Why does no one seem to understand this grief?
Because it is what Kenneth Doka called disenfranchised grief — grief that is not openly acknowledged, publicly mourned, or socially supported. Society has no script for 'my child is alive but has rejected me'. There is no sympathy card, no bereavement leave, and often suspicion instead of support ('what did you do?'). The grief is real but socially unvalidated, which deepens the isolation and the depression. Naming it as disenfranchised grief is itself a small relief for many parents — it explains why the world has been so silent.
What does parental alienation do to the alienated child's mental health?
The long-term picture is serious. In Verhaar, Matthewson and Bentley's 2022 study of 20 adults alienated as children, all participants reported that their mental health had been impacted, 90% reported specific mental-health difficulties, 30% reported suicidal ideation from adolescence into adulthood, and 60% described grief and loss as a predominant theme. These are findings from a small qualitative study of alienated adult children, not population statistics — but they are consistent across the wider literature and they make clear that alienation casts a long shadow.
When should I get professional help for depression?

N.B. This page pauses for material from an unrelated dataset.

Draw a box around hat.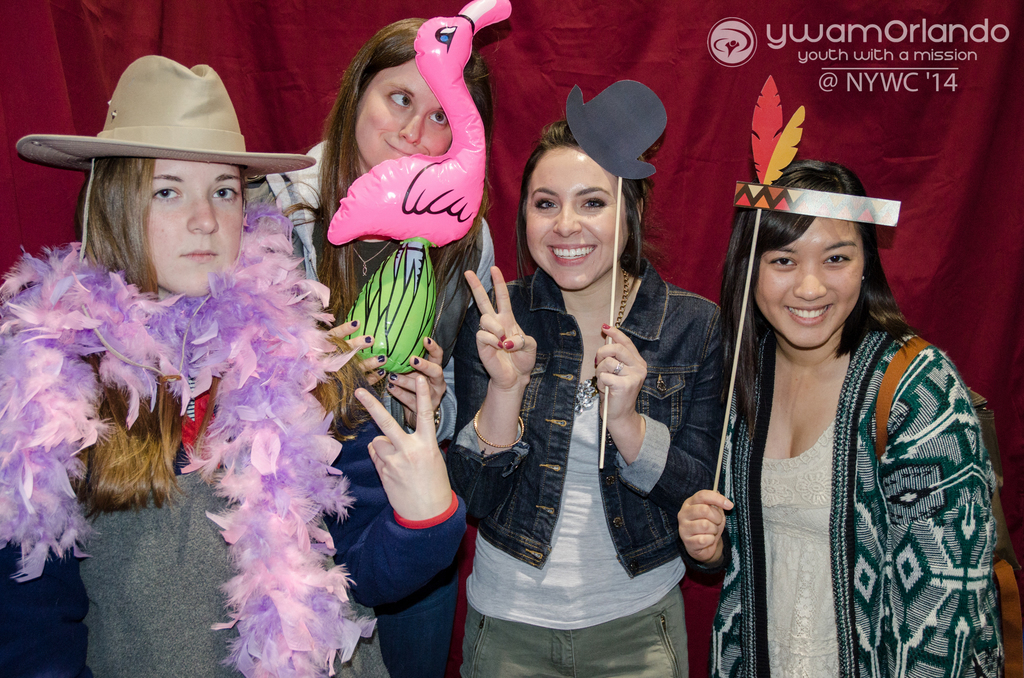
[x1=566, y1=80, x2=666, y2=181].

Consider professional help if you have low mood or loss of interest most of the day for two weeks or more, persistent hopelessness or worthlessness, changes in sleep or appetite, an inability to function at work or in your other relationships — and seek help promptly for any thoughts of suicide or self-harm. In the UK you can self-refer to NHS Talking Therapies for anxiety and depression without going through your GP, or your GP can assess you and discuss options. You do not need to be 'bad enough' to deserve support; getting help early is easier and works better.
How can I cope with the depression and grief of parental alienation?

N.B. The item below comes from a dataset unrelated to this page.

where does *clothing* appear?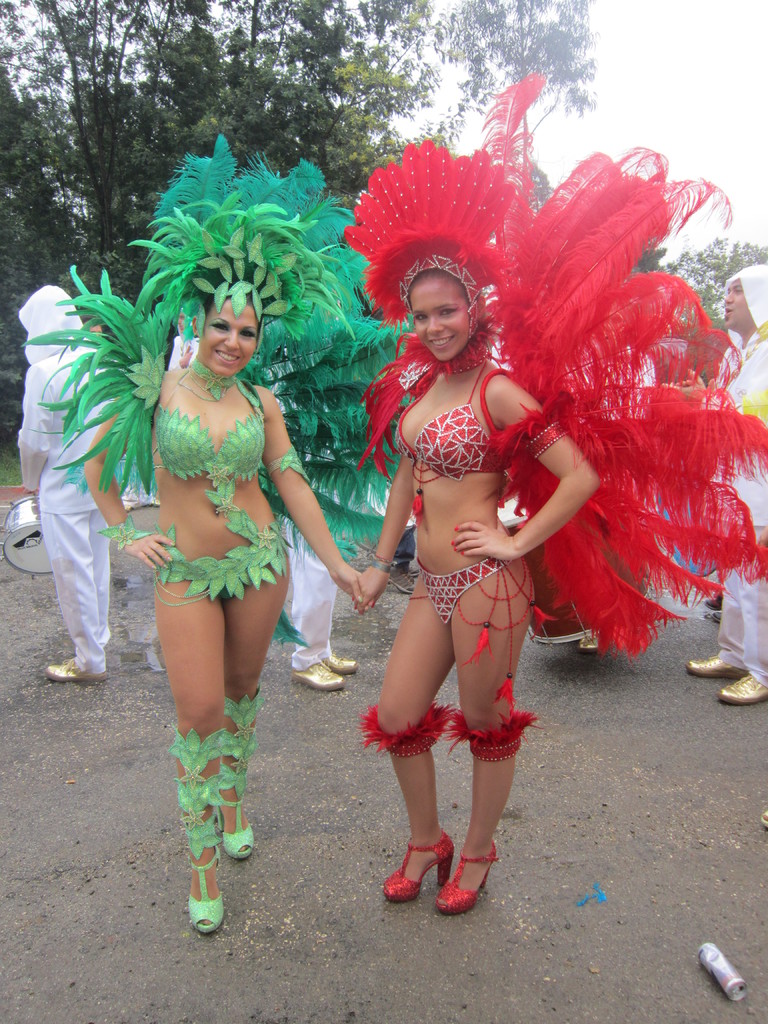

What helps most is a combination: naming the loss accurately (ambiguous loss, disenfranchised grief) so you stop expecting it to resolve like an ordinary loss; professional support such as NHS Talking Therapies or a trauma-informed therapist; peer connection with others who understand, so the grief is no longer disenfranchised; and the basics that protect mood — sleep, movement, daylight, and not isolating. Boss's ambiguous-loss approach encourages holding two truths at once: your child is both gone and still yours, and you can grieve the relationship while keeping the door open.
Where can I get help right now if I'm struggling?
If your life is at risk or you are in crisis, in the UK call 999 or go to A&E, or call NHS 111 and choose the mental health option for urgent support. The Samaritans are free, 24/7, on 116 123 — it will not appear on your phone bill. For ongoing support, self-refer to NHS Talking Therapies or see your GP. In the US, call or text the 988 Suicide and Crisis Lifeline. You are not weak for needing help, and you are not alone in this — reaching out is the strong move.